One-day unit: Medieval Britain to 1066 (Age 14)
Learning intention: Savour the texture of the early medieval world — its people, places and power — and use primary and secondary sources to explain cause, continuity and change up to 1066 (ACARA v9 History skills: analysing sources, sequencing, cause & consequence, empathy).
Success criteria: Students will describe key developments, analyse one primary source, and produce a short judgement on why 1066 mattered.
Lesson flow (90 minutes)
- Hook — 10 min: Whisper the scene: a lord’s hall, a monk’s scriptorium, the clatter of ships. Show a 3-minute clip: David Macaulay’s Castle (or Time Team extract) to stimulate senses.
- Mini-teach — 15 min: Brief lyrical exposition of Roman withdrawal, Anglo-Saxon kingdoms, Viking incursions and the cusp of 1066 — using DK History and Eleanor Janega’s images. Keep language tactile: ‘the patchwork of shires, like stitched linens’.
- Source carousel — 30 min: Stations: an inventory (Asnapium, c.800), a chronicle excerpt, castle plans, and a Time Team report. Students rotate, annotate evidence, and answer: Who benefits? Who is vulnerable?
- Creative synthesis — 25 min: In pairs students concoct a 2-minute persuasive ‘advert’ for their chosen stakeholder (monk, farmer, earl, Viking) arguing whether 1066 is a threat or a promise. Use Natalie Zemon Davis and R. W. Southern for inspiration.
- Plenary/Assessment — 10 min: Exit slip: one cause, one consequence, one evocative image they will not forget.
Resources: provided list (Asnapium source, DK, Janega, Macaulay/Time Team). Differentiation: scaffolded source questions, extension: compare two accounts. Tone: sumptuous, vivid and inquiry-led — history served warm.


Work to complete: Omit every image, and transcribe the remaining entries exactly as given.

::::::::

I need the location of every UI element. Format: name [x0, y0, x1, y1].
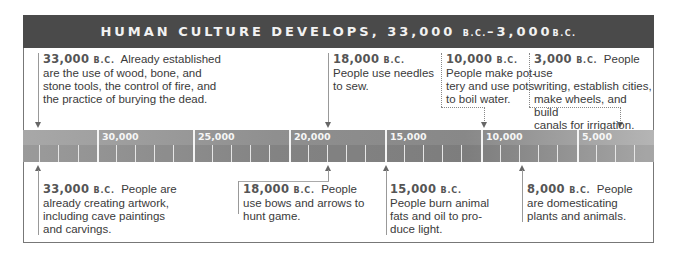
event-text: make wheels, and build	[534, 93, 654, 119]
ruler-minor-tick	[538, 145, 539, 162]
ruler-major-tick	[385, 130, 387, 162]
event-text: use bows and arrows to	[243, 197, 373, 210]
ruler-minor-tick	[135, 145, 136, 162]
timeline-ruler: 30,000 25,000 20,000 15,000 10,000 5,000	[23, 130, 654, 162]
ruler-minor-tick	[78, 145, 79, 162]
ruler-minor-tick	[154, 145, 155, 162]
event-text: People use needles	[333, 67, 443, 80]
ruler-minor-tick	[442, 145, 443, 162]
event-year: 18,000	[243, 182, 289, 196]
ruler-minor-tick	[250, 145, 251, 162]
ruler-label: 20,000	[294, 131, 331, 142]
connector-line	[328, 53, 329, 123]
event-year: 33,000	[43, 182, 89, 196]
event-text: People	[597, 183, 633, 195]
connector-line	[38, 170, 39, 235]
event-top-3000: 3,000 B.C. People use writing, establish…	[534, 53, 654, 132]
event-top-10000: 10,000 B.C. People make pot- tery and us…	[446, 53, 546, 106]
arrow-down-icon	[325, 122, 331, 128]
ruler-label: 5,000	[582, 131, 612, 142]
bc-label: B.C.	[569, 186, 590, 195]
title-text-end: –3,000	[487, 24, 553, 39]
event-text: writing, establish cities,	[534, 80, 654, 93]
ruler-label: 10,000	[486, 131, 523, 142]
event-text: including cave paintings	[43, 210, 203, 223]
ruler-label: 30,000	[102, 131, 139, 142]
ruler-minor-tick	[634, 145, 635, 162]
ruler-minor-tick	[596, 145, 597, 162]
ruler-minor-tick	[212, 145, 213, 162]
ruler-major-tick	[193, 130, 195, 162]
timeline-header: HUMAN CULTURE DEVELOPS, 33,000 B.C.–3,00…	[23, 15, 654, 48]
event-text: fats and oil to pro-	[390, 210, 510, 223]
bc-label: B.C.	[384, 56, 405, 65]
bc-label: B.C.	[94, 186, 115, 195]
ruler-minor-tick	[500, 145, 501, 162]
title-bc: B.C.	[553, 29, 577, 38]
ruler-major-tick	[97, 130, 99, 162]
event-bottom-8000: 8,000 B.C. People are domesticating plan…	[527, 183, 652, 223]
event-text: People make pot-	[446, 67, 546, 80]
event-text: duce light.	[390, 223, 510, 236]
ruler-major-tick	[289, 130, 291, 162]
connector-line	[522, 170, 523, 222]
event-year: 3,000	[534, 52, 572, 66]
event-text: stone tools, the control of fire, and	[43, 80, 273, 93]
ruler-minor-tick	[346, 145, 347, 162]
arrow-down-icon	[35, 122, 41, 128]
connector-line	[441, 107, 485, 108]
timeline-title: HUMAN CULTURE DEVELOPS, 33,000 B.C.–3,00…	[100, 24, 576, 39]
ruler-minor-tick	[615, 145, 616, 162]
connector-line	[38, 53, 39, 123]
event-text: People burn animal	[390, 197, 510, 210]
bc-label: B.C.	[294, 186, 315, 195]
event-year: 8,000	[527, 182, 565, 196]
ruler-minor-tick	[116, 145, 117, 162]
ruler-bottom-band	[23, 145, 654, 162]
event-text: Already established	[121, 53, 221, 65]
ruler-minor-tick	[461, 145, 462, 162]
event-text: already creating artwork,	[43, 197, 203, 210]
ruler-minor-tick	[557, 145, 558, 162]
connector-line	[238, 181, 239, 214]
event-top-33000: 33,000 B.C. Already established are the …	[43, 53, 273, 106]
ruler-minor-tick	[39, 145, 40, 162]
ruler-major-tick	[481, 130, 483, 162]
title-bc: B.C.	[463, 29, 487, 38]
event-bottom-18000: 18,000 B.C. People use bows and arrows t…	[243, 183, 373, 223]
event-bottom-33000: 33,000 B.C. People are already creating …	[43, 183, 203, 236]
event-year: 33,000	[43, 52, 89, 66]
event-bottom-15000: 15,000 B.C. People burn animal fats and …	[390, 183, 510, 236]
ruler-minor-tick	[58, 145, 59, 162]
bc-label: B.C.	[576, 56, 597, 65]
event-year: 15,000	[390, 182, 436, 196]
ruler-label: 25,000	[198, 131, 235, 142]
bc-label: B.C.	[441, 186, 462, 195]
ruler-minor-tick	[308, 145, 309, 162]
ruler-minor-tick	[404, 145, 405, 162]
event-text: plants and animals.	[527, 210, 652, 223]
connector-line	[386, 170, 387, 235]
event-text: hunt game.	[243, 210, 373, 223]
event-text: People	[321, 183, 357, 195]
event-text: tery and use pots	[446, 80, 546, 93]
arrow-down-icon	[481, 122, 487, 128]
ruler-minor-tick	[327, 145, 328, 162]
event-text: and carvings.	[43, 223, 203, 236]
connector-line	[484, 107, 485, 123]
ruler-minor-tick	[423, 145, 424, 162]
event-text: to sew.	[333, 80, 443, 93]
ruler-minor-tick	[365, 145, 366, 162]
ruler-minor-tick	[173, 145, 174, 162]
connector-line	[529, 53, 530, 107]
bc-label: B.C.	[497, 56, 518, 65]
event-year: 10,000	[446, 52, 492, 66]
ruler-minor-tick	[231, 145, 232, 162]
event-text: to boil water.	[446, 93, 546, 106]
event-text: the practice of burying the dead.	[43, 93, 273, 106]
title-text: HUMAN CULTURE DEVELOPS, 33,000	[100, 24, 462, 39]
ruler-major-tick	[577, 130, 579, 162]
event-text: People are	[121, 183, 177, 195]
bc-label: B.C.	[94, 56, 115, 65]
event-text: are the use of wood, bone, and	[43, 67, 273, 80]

::::::::

Finished task:
I need the location of every UI element. Format: name [x0, y0, x1, y1].
event-text: make wheels, and build	[534, 93, 654, 119]
ruler-minor-tick	[538, 145, 539, 162]
ruler-major-tick	[385, 130, 387, 162]
event-text: use bows and arrows to	[243, 197, 373, 210]
ruler-minor-tick	[135, 145, 136, 162]
timeline-ruler: 30,000 25,000 20,000 15,000 10,000 5,000	[23, 130, 654, 162]
ruler-minor-tick	[78, 145, 79, 162]
ruler-minor-tick	[154, 145, 155, 162]
event-text: People use needles	[333, 67, 443, 80]
ruler-minor-tick	[442, 145, 443, 162]
event-year: 18,000	[243, 182, 289, 196]
ruler-minor-tick	[250, 145, 251, 162]
ruler-label: 20,000	[294, 131, 331, 142]
connector-line	[328, 53, 329, 123]
event-year: 33,000	[43, 182, 89, 196]
event-text: People	[597, 183, 633, 195]
connector-line	[38, 170, 39, 235]
event-top-3000: 3,000 B.C. People use writing, establish…	[534, 53, 654, 132]
event-top-10000: 10,000 B.C. People make pot- tery and us…	[446, 53, 546, 106]
arrow-down-icon	[325, 122, 331, 128]
ruler-label: 5,000	[582, 131, 612, 142]
bc-label: B.C.	[569, 186, 590, 195]
title-text-end: –3,000	[487, 24, 553, 39]
event-text: writing, establish cities,	[534, 80, 654, 93]
ruler-label: 10,000	[486, 131, 523, 142]
event-text: including cave paintings	[43, 210, 203, 223]
ruler-label: 30,000	[102, 131, 139, 142]
ruler-minor-tick	[634, 145, 635, 162]
ruler-minor-tick	[596, 145, 597, 162]
ruler-minor-tick	[212, 145, 213, 162]
ruler-major-tick	[193, 130, 195, 162]
timeline-header: HUMAN CULTURE DEVELOPS, 33,000 B.C.–3,00…	[23, 15, 654, 48]
event-text: fats and oil to pro-	[390, 210, 510, 223]
bc-label: B.C.	[384, 56, 405, 65]
bc-label: B.C.	[94, 186, 115, 195]
ruler-minor-tick	[500, 145, 501, 162]
title-bc: B.C.	[553, 29, 577, 38]
ruler-major-tick	[97, 130, 99, 162]
event-bottom-8000: 8,000 B.C. People are domesticating plan…	[527, 183, 652, 223]
event-text: People make pot-	[446, 67, 546, 80]
event-text: duce light.	[390, 223, 510, 236]
ruler-major-tick	[289, 130, 291, 162]
connector-line	[522, 170, 523, 222]
event-year: 3,000	[534, 52, 572, 66]
event-text: stone tools, the control of fire, and	[43, 80, 273, 93]
ruler-minor-tick	[346, 145, 347, 162]
arrow-down-icon	[35, 122, 41, 128]
connector-line	[441, 107, 485, 108]
timeline-title: HUMAN CULTURE DEVELOPS, 33,000 B.C.–3,00…	[100, 24, 576, 39]
ruler-minor-tick	[615, 145, 616, 162]
connector-line	[38, 53, 39, 123]
event-text: People burn animal	[390, 197, 510, 210]
bc-label: B.C.	[294, 186, 315, 195]
event-year: 8,000	[527, 182, 565, 196]
ruler-minor-tick	[116, 145, 117, 162]
ruler-bottom-band	[23, 145, 654, 162]
event-text: Already established	[121, 53, 221, 65]
ruler-minor-tick	[461, 145, 462, 162]
event-text: already creating artwork,	[43, 197, 203, 210]
ruler-minor-tick	[557, 145, 558, 162]
connector-line	[238, 181, 239, 214]
event-top-33000: 33,000 B.C. Already established are the …	[43, 53, 273, 106]
ruler-minor-tick	[39, 145, 40, 162]
ruler-major-tick	[481, 130, 483, 162]
title-bc: B.C.	[463, 29, 487, 38]
event-bottom-18000: 18,000 B.C. People use bows and arrows t…	[243, 183, 373, 223]
event-bottom-33000: 33,000 B.C. People are already creating …	[43, 183, 203, 236]
event-year: 33,000	[43, 52, 89, 66]
event-bottom-15000: 15,000 B.C. People burn animal fats and …	[390, 183, 510, 236]
ruler-minor-tick	[58, 145, 59, 162]
bc-label: B.C.	[576, 56, 597, 65]
event-year: 15,000	[390, 182, 436, 196]
ruler-label: 25,000	[198, 131, 235, 142]
bc-label: B.C.	[441, 186, 462, 195]
ruler-minor-tick	[308, 145, 309, 162]
ruler-minor-tick	[404, 145, 405, 162]
event-text: plants and animals.	[527, 210, 652, 223]
connector-line	[386, 170, 387, 235]
event-text: hunt game.	[243, 210, 373, 223]
event-text: People	[321, 183, 357, 195]
event-text: tery and use pots	[446, 80, 546, 93]
arrow-down-icon	[481, 122, 487, 128]
ruler-minor-tick	[327, 145, 328, 162]
event-text: and carvings.	[43, 223, 203, 236]
connector-line	[484, 107, 485, 123]
ruler-minor-tick	[423, 145, 424, 162]
event-text: to sew.	[333, 80, 443, 93]
ruler-minor-tick	[365, 145, 366, 162]
ruler-minor-tick	[173, 145, 174, 162]
connector-line	[529, 53, 530, 107]
bc-label: B.C.	[497, 56, 518, 65]
event-year: 10,000	[446, 52, 492, 66]
ruler-minor-tick	[231, 145, 232, 162]
event-text: to boil water.	[446, 93, 546, 106]
event-text: the practice of burying the dead.	[43, 93, 273, 106]
title-text: HUMAN CULTURE DEVELOPS, 33,000	[100, 24, 462, 39]
ruler-major-tick	[577, 130, 579, 162]
event-text: People are	[121, 183, 177, 195]
bc-label: B.C.	[94, 56, 115, 65]
event-text: are the use of wood, bone, and	[43, 67, 273, 80]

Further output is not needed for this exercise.